It’s time for Europe to end shameful treatment of refugees with a continent-wide effort

Migrants walk past police while trying to cross the Greece-Macedonia border on Aug. 26, 2015.

LONDON — “A solemn moment of silence.” The world over, this is the traditional response when lives are cut short by tragedy. 



It has also been a common response to tragedies in Europe and off its shores when thousands of refugees and migrants have been killed while making terrifying journeys in search of safety and better lives in Europe. 



In the space of just a few recent days, three new tragedies added to a growing list that has brought a record number of refugees and migrants to untimely deaths this year.

Fifty-two bodies were found inside the hull of a ship about 30 nautical miles off the coast of Libya. Then, police in Austria discovered 71 corpses, including children, crammed inside a truck left abandoned at the side of the main highway between Budapest and Vienna. Police have told news media the dead were likely Syrians and apparently died by suffocation.

And, finally came news of a tragic shipwreck off the coast of Zuwara, Libya. It is feared that up to 200 may have died. 



Amnesty International reported earlier that up to 4,000 refugees became trapped when Macedonia closed the border with Greece.

Paramilitary police units blocked the border crossing with razor wire and fired stun grenades at shocked families that had fled the war in Syria.

Further up the Balkans migration route in Hungary, police fired tear gas inside a crowded reception center, and Hungarian authorities were reported erecting a razor wire fence along the border with Serbia to prevent more refugees and migrants from entering. 



The nature of tragedies is that they are rare and happen unexpectedly to ordinary individuals that find themselves swept up in extraordinary circumstances as they seek to flee conflict. 
People dying by the dozens is a tragic indictment of the failure of European leaders to provide safe ways to reach the continent.

That it is now happening with such regularity is Europe’s collective shame. 

 European Union (EU) leaders meeting in Vienna with key EU Member States and western Balkan countries quickly gave top billing to the treatment of refugees in the region.

Amnesty International representatives recently returned from Lesvos, one of the Greek islands on the frontline of Europe’s refugee crisis. Overloaded, under-resourced authorities are failing to cope with the dramatic increase in the number of people arriving on the island — 33,000 since the beginning of August.
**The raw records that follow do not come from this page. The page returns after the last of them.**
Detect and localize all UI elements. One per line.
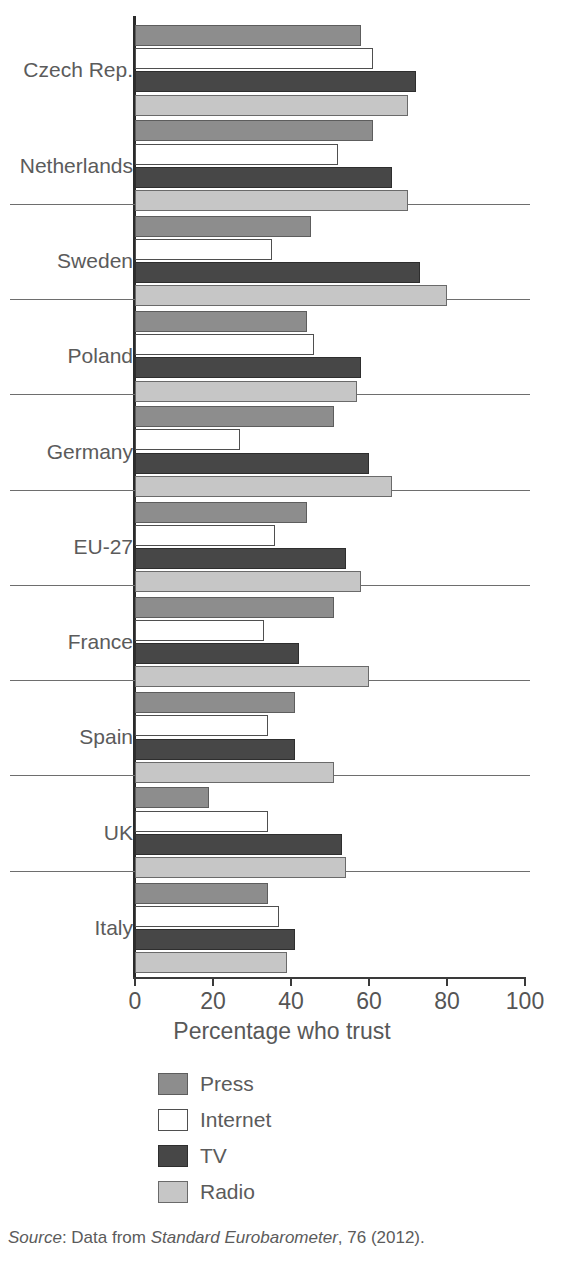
category-label-spain: Spain bbox=[79, 726, 133, 748]
bar-spain-press bbox=[135, 692, 295, 713]
bar-germany-internet bbox=[135, 429, 240, 450]
x-tick-100 bbox=[524, 977, 526, 986]
legend-item-internet[interactable]: Internet bbox=[158, 1102, 418, 1138]
bar-eu-27-internet bbox=[135, 525, 275, 546]
bar-germany-press bbox=[135, 406, 334, 427]
bar-italy-internet bbox=[135, 906, 279, 927]
x-tick-label-80: 80 bbox=[434, 988, 460, 1014]
source-publication: Standard Eurobarometer bbox=[151, 1228, 338, 1247]
bar-czech-rep-tv bbox=[135, 71, 416, 92]
x-tick-20 bbox=[212, 977, 214, 986]
bar-uk-press bbox=[135, 787, 209, 808]
bar-italy-press bbox=[135, 883, 268, 904]
source-note: Source: Data from Standard Eurobarometer… bbox=[8, 1228, 425, 1248]
press-swatch bbox=[158, 1073, 188, 1095]
bar-netherlands-radio bbox=[135, 190, 408, 211]
bar-germany-tv bbox=[135, 453, 369, 474]
bar-france-tv bbox=[135, 643, 299, 664]
chart-legend: PressInternetTVRadio bbox=[158, 1066, 418, 1210]
x-tick-label-40: 40 bbox=[278, 988, 304, 1014]
category-label-germany: Germany bbox=[47, 441, 133, 463]
bar-poland-tv bbox=[135, 357, 361, 378]
bar-spain-internet bbox=[135, 715, 268, 736]
x-axis-title: Percentage who trust bbox=[0, 1018, 564, 1045]
legend-label-press: Press bbox=[200, 1072, 254, 1096]
bar-poland-press bbox=[135, 311, 307, 332]
source-colon: : Data from bbox=[62, 1228, 151, 1247]
x-tick-label-20: 20 bbox=[200, 988, 226, 1014]
bar-eu-27-radio bbox=[135, 571, 361, 592]
bar-netherlands-press bbox=[135, 120, 373, 141]
bar-netherlands-tv bbox=[135, 167, 392, 188]
legend-label-internet: Internet bbox=[200, 1108, 271, 1132]
bar-uk-radio bbox=[135, 857, 346, 878]
x-tick-label-100: 100 bbox=[506, 988, 544, 1014]
bar-poland-radio bbox=[135, 381, 357, 402]
bar-italy-radio bbox=[135, 952, 287, 973]
x-tick-80 bbox=[446, 977, 448, 986]
radio-swatch bbox=[158, 1181, 188, 1203]
legend-label-radio: Radio bbox=[200, 1180, 255, 1204]
bar-eu-27-tv bbox=[135, 548, 346, 569]
bar-eu-27-press bbox=[135, 502, 307, 523]
category-label-uk: UK bbox=[104, 822, 133, 844]
source-suffix: , 76 (2012). bbox=[338, 1228, 425, 1247]
bar-czech-rep-radio bbox=[135, 95, 408, 116]
bar-sweden-radio bbox=[135, 285, 447, 306]
trust-in-media-bar-chart: Czech Rep.NetherlandsSwedenPolandGermany… bbox=[0, 0, 564, 1262]
category-label-italy: Italy bbox=[94, 917, 133, 939]
legend-label-tv: TV bbox=[200, 1144, 227, 1168]
bar-france-press bbox=[135, 597, 334, 618]
category-label-sweden: Sweden bbox=[57, 250, 133, 272]
x-tick-40 bbox=[290, 977, 292, 986]
x-tick-0 bbox=[134, 977, 136, 986]
bar-spain-radio bbox=[135, 762, 334, 783]
category-label-netherlands: Netherlands bbox=[20, 155, 133, 177]
category-label-france: France bbox=[68, 631, 133, 653]
bar-uk-internet bbox=[135, 811, 268, 832]
x-tick-label-60: 60 bbox=[356, 988, 382, 1014]
bar-spain-tv bbox=[135, 739, 295, 760]
x-tick-label-0: 0 bbox=[129, 988, 142, 1014]
legend-item-radio[interactable]: Radio bbox=[158, 1174, 418, 1210]
bar-germany-radio bbox=[135, 476, 392, 497]
category-label-poland: Poland bbox=[68, 345, 133, 367]
legend-item-press[interactable]: Press bbox=[158, 1066, 418, 1102]
bar-france-internet bbox=[135, 620, 264, 641]
bar-sweden-internet bbox=[135, 239, 272, 260]
bar-czech-rep-internet bbox=[135, 48, 373, 69]
category-label-eu-27: EU-27 bbox=[73, 536, 133, 558]
legend-item-tv[interactable]: TV bbox=[158, 1138, 418, 1174]
internet-swatch bbox=[158, 1109, 188, 1131]
bar-czech-rep-press bbox=[135, 25, 361, 46]
bar-sweden-tv bbox=[135, 262, 420, 283]
bar-poland-internet bbox=[135, 334, 314, 355]
plot-area: Czech Rep.NetherlandsSwedenPolandGermany… bbox=[0, 0, 564, 1010]
bar-netherlands-internet bbox=[135, 144, 338, 165]
bar-france-radio bbox=[135, 666, 369, 687]
bar-uk-tv bbox=[135, 834, 342, 855]
source-prefix: Source bbox=[8, 1228, 62, 1247]
x-axis-line bbox=[133, 977, 526, 979]
x-tick-60 bbox=[368, 977, 370, 986]
tv-swatch bbox=[158, 1145, 188, 1167]
category-label-czech-rep: Czech Rep. bbox=[23, 59, 133, 81]
bar-sweden-press bbox=[135, 216, 311, 237]
bar-italy-tv bbox=[135, 929, 295, 950]
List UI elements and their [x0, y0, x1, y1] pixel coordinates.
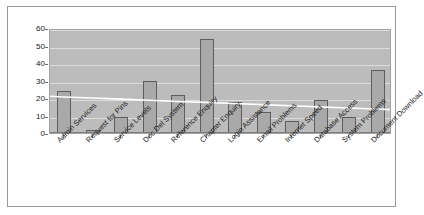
x-axis-labels: Admin ServicesRequest for PinsService Le…: [49, 135, 391, 213]
y-axis: 0102030405060: [16, 23, 48, 140]
y-axis-tick-mark: [45, 99, 48, 100]
y-axis-tick-label: 50: [17, 43, 45, 51]
y-axis-tick-mark: [45, 82, 48, 83]
y-axis-tick-mark: [45, 64, 48, 65]
y-axis-tick-label: 40: [17, 60, 45, 68]
chart-frame: 0102030405060 Admin ServicesRequest for …: [7, 6, 396, 207]
y-axis-tick-label: 10: [17, 113, 45, 121]
y-axis-tick-label: 60: [17, 25, 45, 33]
y-axis-tick-mark: [45, 29, 48, 30]
y-axis-tick-mark: [45, 134, 48, 135]
y-axis-tick-label: 30: [17, 78, 45, 86]
y-axis-tick-mark: [45, 47, 48, 48]
y-axis-tick-label: 0: [17, 130, 45, 138]
y-axis-tick-mark: [45, 117, 48, 118]
y-axis-tick-label: 20: [17, 95, 45, 103]
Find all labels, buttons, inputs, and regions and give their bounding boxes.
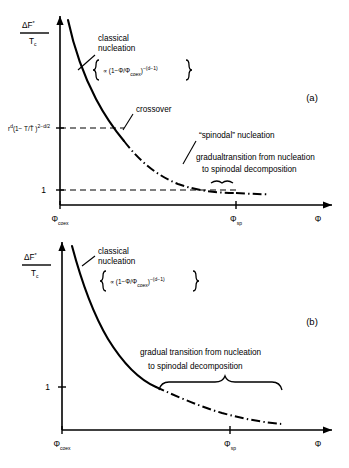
leader-classical-b — [82, 256, 95, 266]
annotation-classical-line1-b: classical — [98, 247, 129, 256]
formula-exp-b: −(d−1) — [150, 276, 165, 282]
y-label-star-a: * — [32, 20, 35, 26]
y-axis-label-b: ΔF* Tc — [22, 252, 51, 279]
y-tick-label-crossover-a: rd(1− T/T̄ )2−d/2 — [8, 123, 50, 133]
y-tick-label-one-b: 1 — [45, 382, 50, 392]
y-tick-label-one-a: 1 — [41, 185, 46, 195]
panel-a: ΔF* Tc rd(1− T/T̄ )2−d/2 1 Φcoex — [0, 0, 349, 234]
x-axis-label-b: Φ — [315, 440, 322, 449]
annotation-formula-b: ∝ (1−Φ/Φcoex)−(d−1) — [100, 271, 199, 291]
svg-text:rd(1− T/T̄ )2−d/2: rd(1− T/T̄ )2−d/2 — [8, 123, 50, 133]
annotation-gradual-line2-b: to spinodal decomposition — [148, 362, 243, 371]
annotation-gradual-line1-b: gradual transition from nucleation — [140, 348, 262, 357]
annotation-spinodal-a: “spinodal” nucleation — [199, 131, 275, 140]
x-axis-label-a: Φ — [315, 215, 322, 224]
x-tick-label-sp-a: Φsp — [230, 215, 242, 226]
x-tick-label-coex-a: Φcoex — [51, 215, 69, 226]
y-label-denominator-sub-b: c — [36, 273, 39, 279]
formula-left-brace-b — [100, 271, 106, 291]
y-label-denominator-sub-a: c — [34, 41, 37, 47]
formula-body-b: ∝ (1−Φ/Φ — [110, 278, 137, 286]
curve-classical-b — [72, 246, 156, 387]
ytick-exp-a: 2−d/2 — [37, 123, 50, 129]
y-label-star-b: * — [34, 252, 37, 258]
curve-tail-a — [236, 193, 268, 194]
annotation-classical-line2-b: nucleation — [98, 257, 136, 266]
y-label-numerator-a: ΔF — [22, 21, 32, 30]
axes-panel-b — [58, 242, 332, 434]
x-axis-arrowhead-b — [323, 426, 332, 433]
annotation-gradual-line2-a: to spinodal decomposition — [202, 165, 297, 174]
formula-left-brace-a — [93, 60, 99, 80]
svg-text:ΔF*: ΔF* — [24, 252, 37, 262]
annotation-crossover-a: crossover — [136, 105, 172, 114]
x-tick-label-coex-b: Φcoex — [53, 440, 71, 451]
ytick-rest-a: (1− T/T̄ ) — [13, 125, 38, 133]
panel-label-b: (b) — [306, 316, 318, 327]
gradual-brace-b — [159, 376, 282, 390]
svg-text:Tc: Tc — [29, 37, 37, 47]
x-tick-label-sp-b: Φsp — [224, 440, 236, 451]
formula-exp-a: −(d−1) — [143, 65, 158, 71]
annotation-formula-a: ∝ (1−Φ/Φcoex)−(d−1) — [93, 60, 192, 80]
leader-spinodal-a — [183, 141, 196, 164]
y-axis-arrowhead-a — [56, 16, 63, 25]
formula-body-a: ∝ (1−Φ/Φ — [103, 67, 130, 75]
gradual-brace-a — [211, 181, 233, 183]
svg-text:∝ (1−Φ/Φcoex)−(d−1): ∝ (1−Φ/Φcoex)−(d−1) — [110, 276, 165, 288]
formula-right-brace-a — [186, 60, 192, 80]
svg-text:Tc: Tc — [31, 269, 39, 279]
annotation-classical-line1-a: classical — [98, 34, 129, 43]
curve-spinodal-b — [156, 387, 282, 424]
formula-sub-b: coex — [137, 282, 148, 288]
x-axis-arrowhead-a — [323, 201, 332, 208]
formula-right-brace-b — [193, 271, 199, 291]
panel-b: ΔF* Tc 1 Φcoex Φsp Φ classical nucleatio… — [0, 234, 349, 468]
panel-label-a: (a) — [306, 92, 318, 103]
y-label-numerator-b: ΔF — [24, 253, 34, 262]
y-axis-arrowhead-b — [58, 242, 65, 251]
annotation-classical-line2-a: nucleation — [98, 44, 136, 53]
annotation-gradual-line1-a: gradualtransition from nucleation — [196, 153, 315, 162]
y-axis-label-a: ΔF* Tc — [20, 20, 49, 47]
figure-container: ΔF* Tc rd(1− T/T̄ )2−d/2 1 Φcoex — [0, 0, 349, 468]
svg-text:∝ (1−Φ/Φcoex)−(d−1): ∝ (1−Φ/Φcoex)−(d−1) — [103, 65, 158, 77]
svg-text:ΔF*: ΔF* — [22, 20, 35, 30]
formula-sub-a: coex — [130, 71, 141, 77]
leader-crossover-a — [123, 114, 133, 130]
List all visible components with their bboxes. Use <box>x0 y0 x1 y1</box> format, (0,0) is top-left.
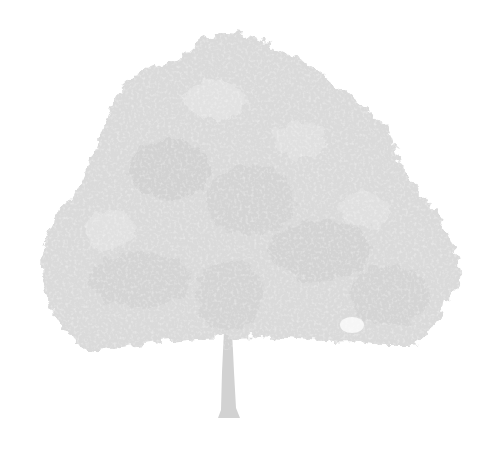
tree-image <box>0 0 492 454</box>
foliage-texture <box>35 30 465 350</box>
tree-illustration <box>0 0 492 454</box>
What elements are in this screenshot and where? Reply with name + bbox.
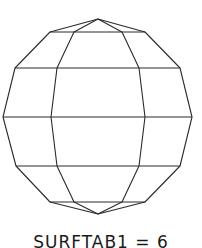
sphere-wireframe-drawing <box>0 0 202 248</box>
sphere-wireframe-figure: SURFTAB1 = 6 <box>0 0 202 248</box>
figure-caption: SURFTAB1 = 6 <box>0 232 202 248</box>
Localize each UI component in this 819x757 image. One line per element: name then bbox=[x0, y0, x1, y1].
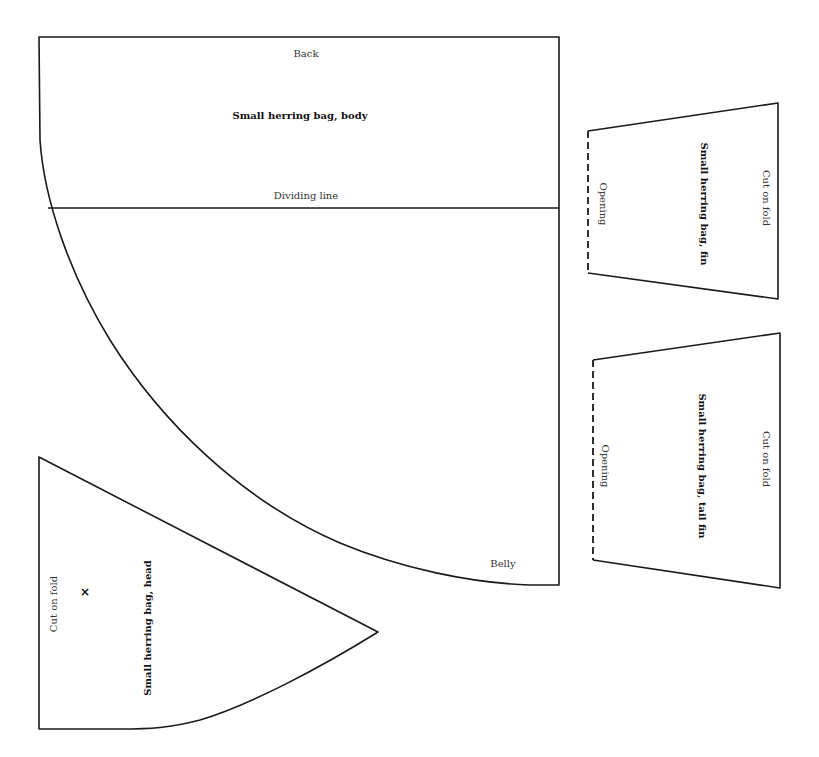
head-cut-on-fold-label: Cut on fold bbox=[49, 576, 59, 632]
tail-fin-cut-on-fold-label: Cut on fold bbox=[761, 431, 771, 487]
body-title: Small herring bag, body bbox=[233, 111, 368, 121]
body-dividing-line-label: Dividing line bbox=[274, 191, 338, 201]
sewing-pattern-diagram bbox=[0, 0, 819, 757]
head-title: Small herring bag, head bbox=[143, 560, 153, 696]
fin-piece-outline bbox=[588, 103, 778, 299]
body-back-label: Back bbox=[294, 49, 319, 59]
fin-title: Small herring bag, fin bbox=[699, 142, 709, 265]
tail-fin-piece-outline bbox=[593, 333, 780, 588]
tail-fin-title: Small herring bag, tail fin bbox=[697, 393, 707, 538]
fin-cut-on-fold-label: Cut on fold bbox=[761, 170, 771, 226]
body-belly-label: Belly bbox=[490, 559, 515, 569]
tail-fin-opening-label: Opening bbox=[600, 445, 610, 488]
eye-mark-icon: × bbox=[80, 586, 90, 598]
fin-opening-label: Opening bbox=[598, 183, 608, 226]
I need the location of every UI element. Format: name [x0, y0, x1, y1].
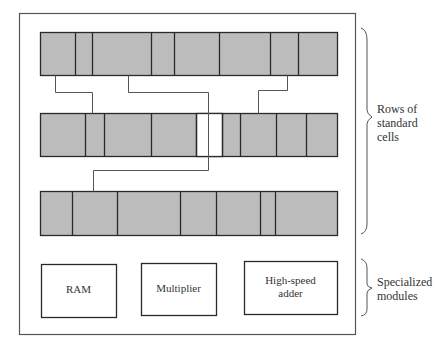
empty-cell	[197, 114, 223, 157]
multiplier-label: Multiplier	[141, 282, 216, 295]
rows-label-line3: cells	[377, 130, 418, 144]
specialized-modules-label: Specialized modules	[377, 275, 432, 303]
cell-row	[41, 33, 338, 76]
modules-label-line1: Specialized	[377, 275, 432, 289]
high-speed-adder-label: High-speed adder	[244, 274, 337, 300]
rows-label-line2: standard	[377, 116, 418, 130]
cell-row	[41, 192, 338, 236]
adder-label-line1: High-speed	[244, 274, 337, 287]
row-3-standard-cells	[41, 192, 338, 236]
rows-label-line1: Rows of	[377, 102, 418, 116]
wire-3	[259, 76, 288, 114]
wire-1	[56, 76, 93, 114]
rows-of-standard-cells-label: Rows of standard cells	[377, 102, 418, 144]
adder-label-line2: adder	[244, 287, 337, 300]
modules-label-line2: modules	[377, 289, 432, 303]
modules-brace	[361, 259, 372, 316]
row-2-standard-cells	[41, 114, 338, 157]
row-1-standard-cells	[41, 33, 338, 76]
rows-brace	[361, 28, 372, 234]
ram-label: RAM	[41, 283, 116, 296]
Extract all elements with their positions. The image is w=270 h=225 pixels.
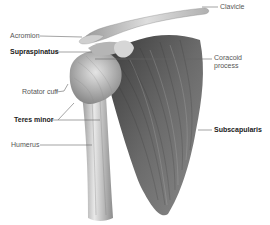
label-coracoid-process: Coracoid process	[214, 54, 242, 70]
clavicle-shape	[85, 8, 208, 42]
label-coracoid-line2: process	[214, 62, 242, 70]
scapula-shape	[110, 35, 203, 215]
shoulder-diagram: Clavicle Acromion Supraspinatus Coracoid…	[0, 0, 270, 225]
shoulder-illustration	[0, 0, 270, 225]
label-subscapularis: Subscapularis	[214, 126, 262, 134]
label-teres-minor: Teres minor	[14, 116, 54, 124]
humerus-shape	[82, 93, 113, 221]
label-rotator-cuff: Rotator cuff	[22, 88, 58, 96]
label-clavicle: Clavicle	[220, 3, 245, 11]
label-coracoid-line1: Coracoid	[214, 54, 242, 62]
label-humerus: Humerus	[11, 141, 39, 149]
label-supraspinatus: Supraspinatus	[10, 48, 59, 56]
label-acromion: Acromion	[10, 32, 40, 40]
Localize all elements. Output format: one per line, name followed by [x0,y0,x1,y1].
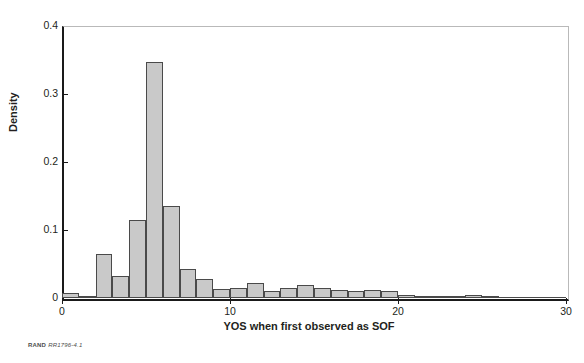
histogram-figure: 00.10.20.30.4 0102030 Density YOS when f… [0,0,584,363]
histogram-bar [213,289,230,298]
x-axis-tick-mark [398,298,399,304]
histogram-bar [62,293,79,298]
x-axis-tick-mark [566,298,567,304]
histogram-bar [432,296,449,298]
x-axis-title-text: YOS when first observed as SOF [223,320,394,332]
histogram-bar [96,254,113,298]
histogram-bar [264,291,281,298]
histogram-bar [247,283,264,298]
y-axis-tick-mark [62,94,68,95]
histogram-bar [415,296,432,298]
histogram-bar [196,279,213,298]
y-axis-tick-label: 0.1 [24,224,58,235]
histogram-bars [62,26,566,298]
figure-footnote: RANDRR1796-4.1 [28,342,83,348]
x-axis-tick-label: 20 [378,306,418,318]
histogram-bar [482,296,499,298]
histogram-bar [146,62,163,298]
histogram-bar [163,206,180,298]
histogram-bar [348,291,365,298]
histogram-bar [314,288,331,298]
histogram-bar [465,295,482,298]
x-axis-tick-label: 30 [546,306,584,318]
histogram-bar [280,288,297,298]
x-axis-tick-label: 10 [210,306,250,318]
histogram-bar [331,290,348,298]
x-axis-tick-mark [230,298,231,304]
histogram-bar [129,220,146,298]
histogram-bar [364,290,381,298]
histogram-bar [297,285,314,298]
x-axis-tick-label: 0 [42,306,82,318]
histogram-bar [79,296,96,298]
y-axis-tick-mark [62,230,68,231]
histogram-bar [448,296,465,298]
histogram-bar [398,295,415,298]
histogram-bar [549,297,566,298]
footnote-reference: RR1796-4.1 [48,342,82,348]
histogram-bar [112,276,129,298]
histogram-bar [381,291,398,298]
y-axis-tick-label: 0.4 [24,20,58,31]
histogram-bar [230,288,247,298]
y-axis-title: Density [7,92,19,132]
histogram-bar [516,297,533,298]
footnote-organization: RAND [28,342,46,348]
x-axis-title: YOS when first observed as SOF [0,320,584,332]
x-axis-tick-mark [62,298,63,304]
y-axis-tick-mark [62,162,68,163]
histogram-bar [180,269,197,298]
y-axis-tick-label: 0.3 [24,88,58,99]
histogram-bar [499,297,516,298]
y-axis-tick-label: 0 [24,292,58,303]
y-axis-tick-label: 0.2 [24,156,58,167]
histogram-bar [532,297,549,298]
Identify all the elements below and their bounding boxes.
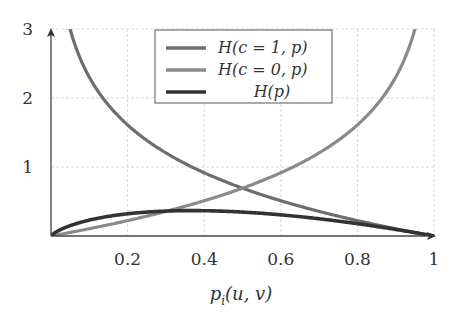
legend-label: H(c = 1, p) <box>217 38 308 57</box>
x-tick-label: 0.6 <box>267 249 294 269</box>
y-tick-label: 1 <box>22 157 33 177</box>
x-axis-label: pi(u, v) <box>210 283 273 308</box>
x-tick-label: 1 <box>429 249 440 269</box>
legend-label: H(p) <box>253 82 291 101</box>
legend-label: H(c = 0, p) <box>217 60 308 79</box>
chart: 0.20.40.60.81123 pi(u, v) H(c = 1, p)H(c… <box>0 0 462 324</box>
x-tick-label: 0.2 <box>114 249 141 269</box>
legend: H(c = 1, p)H(c = 0, p)H(p) <box>155 30 332 103</box>
y-tick-label: 3 <box>22 19 33 39</box>
x-tick-label: 0.4 <box>191 249 218 269</box>
y-tick-label: 2 <box>22 88 33 108</box>
x-tick-label: 0.8 <box>344 249 371 269</box>
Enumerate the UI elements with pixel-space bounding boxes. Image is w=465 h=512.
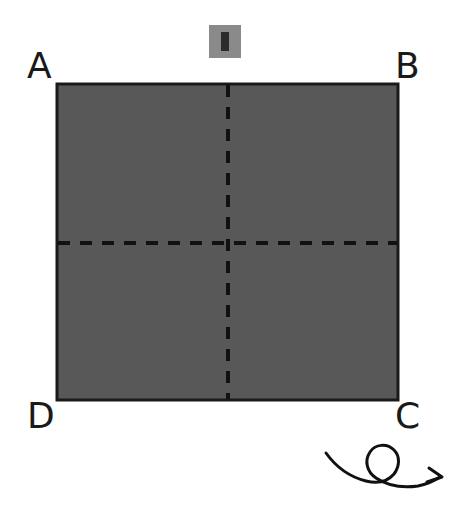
rotation-arrow-layer [0, 0, 465, 512]
looping-rotation-arrow-icon [326, 445, 442, 486]
figure-canvas: A B C D [0, 0, 465, 512]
Thousands, including many Syrian refugees, are living in squalid conditions. 



These crises are symptoms of the same problem: Europe is not accepting its responsibility during an unprecedented global refugee crisis. It is failing to create safe routes for refugees.

What can be done? No more “moments of silence” — we’ve had enough of those. It is now the time for leadership, and some European leaders seem to be getting the message.

At the Vienna summit, the calls were less about Fortress Europe and keeping people out, and more about solidarity and responsibility.

Federica Mogherini, vice president of the European Commission, could not have been clearer. Europe, she said, has a “moral and legal duty” to protect asylum seekers. The right words, certainly. But they now need to be matched with action.


Recent events prove that this Europe-wide approach has never been more urgently needed. European leaders at all levels must step up and provide protection to more people, more effectively share responsibility, and show solidarity to other countries and to those most in need. 



Such a response should include a significant increase in the resettlement of refugees, more humanitarian visas and more ways to reunite families. 
Anything less would be a moral and human rights failure of tragic proportions — something we simply cannot be silent about.

Gauri van Gulik is deputy Europe director at Amnesty International.